Signs showing the way to the bridge to Canada on a highway leading to the Ambassador Bridge in Detroit, March 21, 2013.(Deborah Baic/The Globe and Mail)Deborah Baic/The Globe and Mail

If only we'd held onto Fort Detroit until the end of the War of 1812. If both sides of the Detroit River were Canadian, the Obama administration would not be dragging its feet so as to induce Canada to pay for almost all, if not all, the cost of the new Detroit-Windsor crossing, including the U.S. government's own customs plaza. Canada has had to buy the Michigan real estate on which the plaza will be built, effectively a gift to the U.S. government. Mr. Obama's March budget is silent on the project.

The new U.S. ambassador to Canada, Bruce Heyman, is courteously vague on the $250-million for the customs plaza, out of $3.4-billion for the whole project. He says that he is "not aware of any promises," but welcomes "the opportunity to sit down with the Canadian government and understand their perspective."

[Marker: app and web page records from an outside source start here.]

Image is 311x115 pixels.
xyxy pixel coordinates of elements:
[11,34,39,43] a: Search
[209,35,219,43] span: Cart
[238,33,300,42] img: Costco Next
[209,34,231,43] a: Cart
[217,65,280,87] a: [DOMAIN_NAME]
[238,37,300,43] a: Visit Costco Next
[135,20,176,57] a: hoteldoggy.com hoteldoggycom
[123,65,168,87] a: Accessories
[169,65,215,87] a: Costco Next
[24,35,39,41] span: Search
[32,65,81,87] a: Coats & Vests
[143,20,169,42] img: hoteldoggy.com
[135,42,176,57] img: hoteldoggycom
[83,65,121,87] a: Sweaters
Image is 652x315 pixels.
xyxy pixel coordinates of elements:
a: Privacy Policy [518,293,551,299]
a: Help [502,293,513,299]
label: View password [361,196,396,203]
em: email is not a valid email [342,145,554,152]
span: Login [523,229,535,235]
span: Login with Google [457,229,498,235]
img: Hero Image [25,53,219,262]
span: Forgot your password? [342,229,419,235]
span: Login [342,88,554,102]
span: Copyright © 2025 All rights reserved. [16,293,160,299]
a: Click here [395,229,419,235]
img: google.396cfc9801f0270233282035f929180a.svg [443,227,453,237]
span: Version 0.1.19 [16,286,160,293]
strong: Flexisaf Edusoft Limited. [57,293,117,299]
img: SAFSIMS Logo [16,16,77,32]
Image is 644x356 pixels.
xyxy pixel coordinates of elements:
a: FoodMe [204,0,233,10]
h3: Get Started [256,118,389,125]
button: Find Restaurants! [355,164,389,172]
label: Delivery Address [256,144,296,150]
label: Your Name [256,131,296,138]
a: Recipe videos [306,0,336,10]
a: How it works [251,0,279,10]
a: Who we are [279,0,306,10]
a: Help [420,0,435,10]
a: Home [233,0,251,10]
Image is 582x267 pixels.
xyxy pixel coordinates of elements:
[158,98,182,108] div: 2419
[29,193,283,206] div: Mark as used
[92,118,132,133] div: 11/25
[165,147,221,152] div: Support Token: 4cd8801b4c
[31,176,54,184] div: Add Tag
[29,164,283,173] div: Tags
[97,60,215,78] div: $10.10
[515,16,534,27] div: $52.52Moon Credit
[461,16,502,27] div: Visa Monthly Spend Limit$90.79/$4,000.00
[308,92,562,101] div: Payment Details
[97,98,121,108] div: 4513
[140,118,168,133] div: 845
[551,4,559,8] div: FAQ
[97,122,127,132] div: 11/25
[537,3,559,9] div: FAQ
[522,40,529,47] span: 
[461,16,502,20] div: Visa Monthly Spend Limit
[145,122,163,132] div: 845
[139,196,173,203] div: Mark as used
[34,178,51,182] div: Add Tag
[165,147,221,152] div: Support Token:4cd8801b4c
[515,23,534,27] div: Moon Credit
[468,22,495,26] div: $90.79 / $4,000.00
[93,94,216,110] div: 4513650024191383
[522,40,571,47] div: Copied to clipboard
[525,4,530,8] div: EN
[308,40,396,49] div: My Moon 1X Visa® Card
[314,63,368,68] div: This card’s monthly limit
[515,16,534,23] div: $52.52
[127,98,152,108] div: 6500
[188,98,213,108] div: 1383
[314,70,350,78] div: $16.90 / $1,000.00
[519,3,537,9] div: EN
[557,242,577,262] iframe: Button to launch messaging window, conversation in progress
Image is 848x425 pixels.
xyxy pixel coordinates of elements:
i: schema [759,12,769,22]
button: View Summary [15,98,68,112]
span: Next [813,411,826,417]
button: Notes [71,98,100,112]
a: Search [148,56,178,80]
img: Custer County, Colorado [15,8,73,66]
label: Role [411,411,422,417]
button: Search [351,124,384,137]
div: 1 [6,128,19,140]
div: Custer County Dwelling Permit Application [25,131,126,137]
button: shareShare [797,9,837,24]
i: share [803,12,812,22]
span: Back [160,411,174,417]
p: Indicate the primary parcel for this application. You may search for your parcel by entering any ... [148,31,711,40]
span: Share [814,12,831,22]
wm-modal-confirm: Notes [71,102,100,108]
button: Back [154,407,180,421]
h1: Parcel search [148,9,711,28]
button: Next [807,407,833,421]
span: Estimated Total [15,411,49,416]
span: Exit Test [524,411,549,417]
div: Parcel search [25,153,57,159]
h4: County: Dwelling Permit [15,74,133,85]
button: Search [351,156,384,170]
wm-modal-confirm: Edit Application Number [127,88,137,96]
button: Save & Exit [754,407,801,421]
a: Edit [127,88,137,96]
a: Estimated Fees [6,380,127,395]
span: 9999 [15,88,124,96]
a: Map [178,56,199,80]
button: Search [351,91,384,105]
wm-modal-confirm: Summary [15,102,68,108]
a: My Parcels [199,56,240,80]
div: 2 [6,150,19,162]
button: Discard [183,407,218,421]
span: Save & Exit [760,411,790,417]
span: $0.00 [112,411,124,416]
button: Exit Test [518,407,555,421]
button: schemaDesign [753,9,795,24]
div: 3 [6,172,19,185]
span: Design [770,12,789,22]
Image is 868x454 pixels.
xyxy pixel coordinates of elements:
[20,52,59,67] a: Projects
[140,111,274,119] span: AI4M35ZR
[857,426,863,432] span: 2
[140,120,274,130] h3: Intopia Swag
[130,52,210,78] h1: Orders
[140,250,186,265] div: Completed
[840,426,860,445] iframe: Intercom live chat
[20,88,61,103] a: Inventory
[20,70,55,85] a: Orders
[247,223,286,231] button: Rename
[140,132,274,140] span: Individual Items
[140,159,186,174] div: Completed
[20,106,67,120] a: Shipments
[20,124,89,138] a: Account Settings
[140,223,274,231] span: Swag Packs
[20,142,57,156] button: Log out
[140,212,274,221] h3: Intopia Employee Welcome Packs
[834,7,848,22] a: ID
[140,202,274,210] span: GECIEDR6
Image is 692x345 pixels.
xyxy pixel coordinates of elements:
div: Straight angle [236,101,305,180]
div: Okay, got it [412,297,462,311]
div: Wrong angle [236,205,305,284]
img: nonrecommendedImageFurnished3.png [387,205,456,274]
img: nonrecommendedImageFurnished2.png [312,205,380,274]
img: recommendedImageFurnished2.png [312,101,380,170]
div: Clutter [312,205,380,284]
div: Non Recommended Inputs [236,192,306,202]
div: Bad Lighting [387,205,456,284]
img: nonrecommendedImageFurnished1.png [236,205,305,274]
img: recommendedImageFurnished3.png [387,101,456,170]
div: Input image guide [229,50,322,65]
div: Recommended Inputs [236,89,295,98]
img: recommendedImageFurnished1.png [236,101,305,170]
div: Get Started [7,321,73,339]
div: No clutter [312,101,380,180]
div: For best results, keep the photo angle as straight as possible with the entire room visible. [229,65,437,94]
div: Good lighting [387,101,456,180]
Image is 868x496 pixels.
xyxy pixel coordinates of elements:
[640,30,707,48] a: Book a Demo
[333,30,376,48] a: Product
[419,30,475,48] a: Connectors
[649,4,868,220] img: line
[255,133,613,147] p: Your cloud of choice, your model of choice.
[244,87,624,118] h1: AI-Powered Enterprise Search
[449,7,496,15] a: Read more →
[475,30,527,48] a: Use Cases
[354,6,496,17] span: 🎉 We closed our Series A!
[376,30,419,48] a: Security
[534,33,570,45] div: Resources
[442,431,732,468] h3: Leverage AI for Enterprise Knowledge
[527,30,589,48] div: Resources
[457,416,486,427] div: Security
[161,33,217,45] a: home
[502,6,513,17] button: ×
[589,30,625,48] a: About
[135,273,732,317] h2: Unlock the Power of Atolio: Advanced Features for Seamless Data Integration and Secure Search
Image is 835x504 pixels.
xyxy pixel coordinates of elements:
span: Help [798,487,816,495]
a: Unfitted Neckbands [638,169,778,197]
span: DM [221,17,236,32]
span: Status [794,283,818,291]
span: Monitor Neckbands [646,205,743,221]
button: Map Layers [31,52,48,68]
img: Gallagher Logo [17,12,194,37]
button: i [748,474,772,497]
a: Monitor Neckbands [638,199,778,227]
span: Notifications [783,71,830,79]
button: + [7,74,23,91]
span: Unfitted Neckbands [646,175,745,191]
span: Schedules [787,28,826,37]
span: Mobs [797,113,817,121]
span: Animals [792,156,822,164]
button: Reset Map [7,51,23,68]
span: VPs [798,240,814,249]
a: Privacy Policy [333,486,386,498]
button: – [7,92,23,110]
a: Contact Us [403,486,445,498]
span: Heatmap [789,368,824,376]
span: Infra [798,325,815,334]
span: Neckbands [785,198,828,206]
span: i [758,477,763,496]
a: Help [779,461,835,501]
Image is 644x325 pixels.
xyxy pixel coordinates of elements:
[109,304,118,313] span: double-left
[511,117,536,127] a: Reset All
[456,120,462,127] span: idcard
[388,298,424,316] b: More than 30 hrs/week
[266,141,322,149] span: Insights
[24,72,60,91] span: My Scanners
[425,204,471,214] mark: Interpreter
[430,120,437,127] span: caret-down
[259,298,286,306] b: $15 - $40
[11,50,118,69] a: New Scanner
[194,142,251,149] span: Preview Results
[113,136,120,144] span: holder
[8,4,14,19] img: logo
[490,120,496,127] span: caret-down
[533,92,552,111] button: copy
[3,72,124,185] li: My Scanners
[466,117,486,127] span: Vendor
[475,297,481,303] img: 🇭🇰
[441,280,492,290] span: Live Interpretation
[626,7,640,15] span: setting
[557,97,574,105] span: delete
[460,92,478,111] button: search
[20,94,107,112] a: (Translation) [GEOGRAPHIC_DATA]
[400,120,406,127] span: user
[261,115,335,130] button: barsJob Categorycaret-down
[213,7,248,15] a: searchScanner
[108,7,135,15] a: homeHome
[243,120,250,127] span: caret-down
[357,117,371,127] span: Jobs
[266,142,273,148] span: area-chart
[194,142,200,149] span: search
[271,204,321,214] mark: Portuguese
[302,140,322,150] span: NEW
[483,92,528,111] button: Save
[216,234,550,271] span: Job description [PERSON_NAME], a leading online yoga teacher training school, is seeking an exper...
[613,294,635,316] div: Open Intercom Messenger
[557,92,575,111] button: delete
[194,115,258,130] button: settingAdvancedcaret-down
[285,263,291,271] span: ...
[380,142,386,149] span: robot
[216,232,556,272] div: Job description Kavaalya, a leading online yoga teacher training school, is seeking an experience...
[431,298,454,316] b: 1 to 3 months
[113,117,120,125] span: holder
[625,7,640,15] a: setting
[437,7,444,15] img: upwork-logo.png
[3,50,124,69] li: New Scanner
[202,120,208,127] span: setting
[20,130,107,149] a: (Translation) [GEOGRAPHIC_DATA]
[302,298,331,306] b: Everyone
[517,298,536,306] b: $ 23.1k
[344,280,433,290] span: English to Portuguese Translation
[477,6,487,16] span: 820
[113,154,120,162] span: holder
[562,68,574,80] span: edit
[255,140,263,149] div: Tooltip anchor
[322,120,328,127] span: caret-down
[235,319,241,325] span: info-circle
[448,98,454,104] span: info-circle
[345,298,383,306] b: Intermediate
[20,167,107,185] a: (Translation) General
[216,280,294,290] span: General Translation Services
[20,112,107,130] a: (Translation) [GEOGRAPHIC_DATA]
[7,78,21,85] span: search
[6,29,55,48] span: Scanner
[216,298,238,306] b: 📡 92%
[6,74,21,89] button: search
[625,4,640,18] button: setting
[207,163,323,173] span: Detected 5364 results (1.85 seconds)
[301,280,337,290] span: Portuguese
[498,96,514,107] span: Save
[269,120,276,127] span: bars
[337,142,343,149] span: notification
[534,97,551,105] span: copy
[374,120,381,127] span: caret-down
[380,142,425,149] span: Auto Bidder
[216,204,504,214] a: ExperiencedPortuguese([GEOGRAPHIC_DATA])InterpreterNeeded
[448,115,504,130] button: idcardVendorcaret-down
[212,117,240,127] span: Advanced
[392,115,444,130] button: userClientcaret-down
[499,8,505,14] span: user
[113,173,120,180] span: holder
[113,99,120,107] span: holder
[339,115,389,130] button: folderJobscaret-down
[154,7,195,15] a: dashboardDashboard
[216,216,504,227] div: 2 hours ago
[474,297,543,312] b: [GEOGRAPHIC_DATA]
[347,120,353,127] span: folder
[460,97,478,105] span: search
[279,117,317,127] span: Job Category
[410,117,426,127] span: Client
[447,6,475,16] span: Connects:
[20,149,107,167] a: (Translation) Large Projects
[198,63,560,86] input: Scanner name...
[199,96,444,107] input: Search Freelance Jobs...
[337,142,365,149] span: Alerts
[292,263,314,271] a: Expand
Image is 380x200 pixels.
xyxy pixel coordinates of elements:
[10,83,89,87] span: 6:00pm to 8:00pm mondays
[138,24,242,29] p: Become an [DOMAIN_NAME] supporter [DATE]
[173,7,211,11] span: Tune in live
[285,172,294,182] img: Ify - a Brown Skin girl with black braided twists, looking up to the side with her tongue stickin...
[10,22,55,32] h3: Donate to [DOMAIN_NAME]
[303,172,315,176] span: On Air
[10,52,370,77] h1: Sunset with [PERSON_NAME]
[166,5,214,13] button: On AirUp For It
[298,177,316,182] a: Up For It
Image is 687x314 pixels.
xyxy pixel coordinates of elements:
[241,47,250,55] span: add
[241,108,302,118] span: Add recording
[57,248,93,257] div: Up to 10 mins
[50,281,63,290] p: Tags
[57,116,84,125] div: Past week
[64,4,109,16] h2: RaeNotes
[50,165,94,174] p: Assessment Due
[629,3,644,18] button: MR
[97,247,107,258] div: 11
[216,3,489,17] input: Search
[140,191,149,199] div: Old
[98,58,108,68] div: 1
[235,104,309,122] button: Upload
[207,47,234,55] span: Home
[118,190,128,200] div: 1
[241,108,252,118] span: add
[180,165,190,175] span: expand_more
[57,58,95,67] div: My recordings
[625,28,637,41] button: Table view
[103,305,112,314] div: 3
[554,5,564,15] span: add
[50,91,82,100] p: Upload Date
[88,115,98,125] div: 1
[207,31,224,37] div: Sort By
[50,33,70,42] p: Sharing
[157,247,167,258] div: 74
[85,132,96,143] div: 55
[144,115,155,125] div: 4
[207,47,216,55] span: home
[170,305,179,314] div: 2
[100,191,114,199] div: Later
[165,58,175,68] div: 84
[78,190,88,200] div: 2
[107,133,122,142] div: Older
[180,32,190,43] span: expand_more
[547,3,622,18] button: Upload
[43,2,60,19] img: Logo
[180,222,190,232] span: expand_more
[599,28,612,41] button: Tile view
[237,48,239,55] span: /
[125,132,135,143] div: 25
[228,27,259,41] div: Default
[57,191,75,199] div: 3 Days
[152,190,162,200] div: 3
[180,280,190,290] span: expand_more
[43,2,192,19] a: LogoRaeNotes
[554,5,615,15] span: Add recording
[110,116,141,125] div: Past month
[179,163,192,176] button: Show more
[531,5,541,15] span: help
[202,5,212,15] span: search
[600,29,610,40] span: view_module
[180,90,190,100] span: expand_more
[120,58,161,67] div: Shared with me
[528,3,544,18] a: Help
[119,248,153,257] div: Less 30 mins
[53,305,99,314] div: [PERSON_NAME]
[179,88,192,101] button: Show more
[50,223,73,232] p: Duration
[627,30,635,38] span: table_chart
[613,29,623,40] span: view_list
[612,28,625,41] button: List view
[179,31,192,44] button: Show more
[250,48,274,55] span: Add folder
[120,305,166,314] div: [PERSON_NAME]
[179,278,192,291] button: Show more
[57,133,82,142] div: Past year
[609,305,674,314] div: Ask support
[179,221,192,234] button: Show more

There's no great mystery about the Canadian perspective. A new, wider bridge to the United States is vital for the Canadian economy. The sole existing bridge is the world's busiest international trade crossing. In a speech last month in Chicago, Lisa Raitt, the Minister of Transport, said that Canada "continues to await a decision," and she appealed to the two countries' "long history of co-operation and partnership." The Canadian government is already paying for the cost of the new bridge. This week she intimated that Canada would be willing to pay for the Americans' customs plaza, too.

In the end, future bridge tolls will likely fully repay Canada for picking up the up-front cost of the bridge. The project, a public-private partnership, must move ahead. And though Canada will never recover sovereignty over Detroit, at this rate one small, expensive corner of Michigan will be very Canadian.